Canada should be trading with the US and the other countries in our hemisphere but we should also have developed our natural trading partners like China, India etc – huge markets and producers. But we tied ourselves to the US, set those other markets as “evil regimes”, and now the US can put the boots to us and we have nowhere to go. DJC makes an important point no one seems to care about – how stupid is it to put tariffs on China’s EVs and solar panels to protect an industry we don’t have and never will? This is just to protect US industry. Well last I looked we were a supposed sovereign country so what we need to do is develop other relationships, starting 20 years ago.
But I’m doubtful we will even try, if we did the US would really press down on us and make us pay – look at what the US has done to Europe – but in the long run it’s what we need to do.
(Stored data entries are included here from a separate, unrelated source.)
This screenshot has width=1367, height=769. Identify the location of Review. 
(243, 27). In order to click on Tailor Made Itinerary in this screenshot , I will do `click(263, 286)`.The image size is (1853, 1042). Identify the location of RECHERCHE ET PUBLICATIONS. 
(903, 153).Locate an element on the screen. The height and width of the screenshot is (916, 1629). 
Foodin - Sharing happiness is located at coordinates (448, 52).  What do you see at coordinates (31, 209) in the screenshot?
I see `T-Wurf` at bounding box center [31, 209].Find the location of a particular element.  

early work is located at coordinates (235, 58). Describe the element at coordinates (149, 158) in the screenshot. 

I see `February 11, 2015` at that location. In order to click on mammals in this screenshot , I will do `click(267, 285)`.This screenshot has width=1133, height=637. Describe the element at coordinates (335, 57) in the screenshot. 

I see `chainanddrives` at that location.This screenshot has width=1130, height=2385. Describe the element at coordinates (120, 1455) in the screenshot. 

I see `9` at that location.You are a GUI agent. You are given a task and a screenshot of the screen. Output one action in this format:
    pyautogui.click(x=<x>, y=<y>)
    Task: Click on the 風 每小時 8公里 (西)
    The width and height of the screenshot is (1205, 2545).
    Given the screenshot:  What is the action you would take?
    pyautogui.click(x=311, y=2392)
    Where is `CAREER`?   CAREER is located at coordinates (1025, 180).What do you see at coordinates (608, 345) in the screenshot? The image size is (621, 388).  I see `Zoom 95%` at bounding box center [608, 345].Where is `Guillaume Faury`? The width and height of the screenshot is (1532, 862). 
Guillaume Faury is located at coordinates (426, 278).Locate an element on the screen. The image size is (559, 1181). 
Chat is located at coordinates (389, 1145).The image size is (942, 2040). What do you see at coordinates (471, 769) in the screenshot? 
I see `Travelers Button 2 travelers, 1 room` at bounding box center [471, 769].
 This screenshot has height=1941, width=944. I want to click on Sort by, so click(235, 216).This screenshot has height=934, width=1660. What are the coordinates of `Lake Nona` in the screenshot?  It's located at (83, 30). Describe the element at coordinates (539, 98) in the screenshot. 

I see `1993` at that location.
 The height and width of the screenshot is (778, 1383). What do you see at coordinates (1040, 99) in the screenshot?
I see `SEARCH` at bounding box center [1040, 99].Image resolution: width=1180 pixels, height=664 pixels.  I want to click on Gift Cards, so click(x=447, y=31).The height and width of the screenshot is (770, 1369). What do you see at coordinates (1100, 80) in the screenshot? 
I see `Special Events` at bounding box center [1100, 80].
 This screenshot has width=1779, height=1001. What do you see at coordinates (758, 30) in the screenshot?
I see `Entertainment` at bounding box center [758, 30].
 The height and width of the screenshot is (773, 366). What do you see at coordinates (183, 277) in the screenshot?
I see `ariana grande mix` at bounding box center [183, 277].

Grain is a good example, think about the markets for beef and pork on the other side of the Pacific and the empty containers going there.
What else – much of US agriculture is facing an over-supply problem so what could that foretell? How about an agri-version of the US who after killing the EU continental energy supply (and blowing up Nordstream for good measure) now is demanding that Europe buy their over-priced LNG or face tariffs. US over-supply is a direct result of aggressive govt subsidies – if the US does this it’s good, anyone else it’s bad.
I would bet that almost all Alberta a grain farmers, and every single living Alberta rancher, have voted for conservative parties in every election since the province was admitted to Confederation. They were worried every step of the way, and they voted for this outcome every step of the way. I don’t care what happens to them.
Unfortunately this isn’t about them getting their just deserts, it’s about the rest of us getting screwed by their shitty low information voting habits.
Truly, but at least they may get their just deserts while the rest of us are screwed. As I keep saying in other related contexts, that’s the only consolation we are liable to get. We may as well enjoy it.
This.
Danielle Smith is all hat and no cattle. This is going to cause inflation to go up even more, and Danielle Smith doesn’t see that.
So true. You have only one customer, you are a price taker, not a price maker. Any teenager taking an economics class could tell you that. What is it with these Conservative Prime Ministers? Diefenbaker dismantled the AVRO Arrow, Harper gave away the Wheat Board and Mulroney made Canada nothing more than a vassal state to the U.S. and our new vassal overlord will not be as benign as the last. Why do we keep electing Conservative Governments that appear to hate this country?
I just cannot understand how a country like ours is an industry branch to the Brazilians and Americans.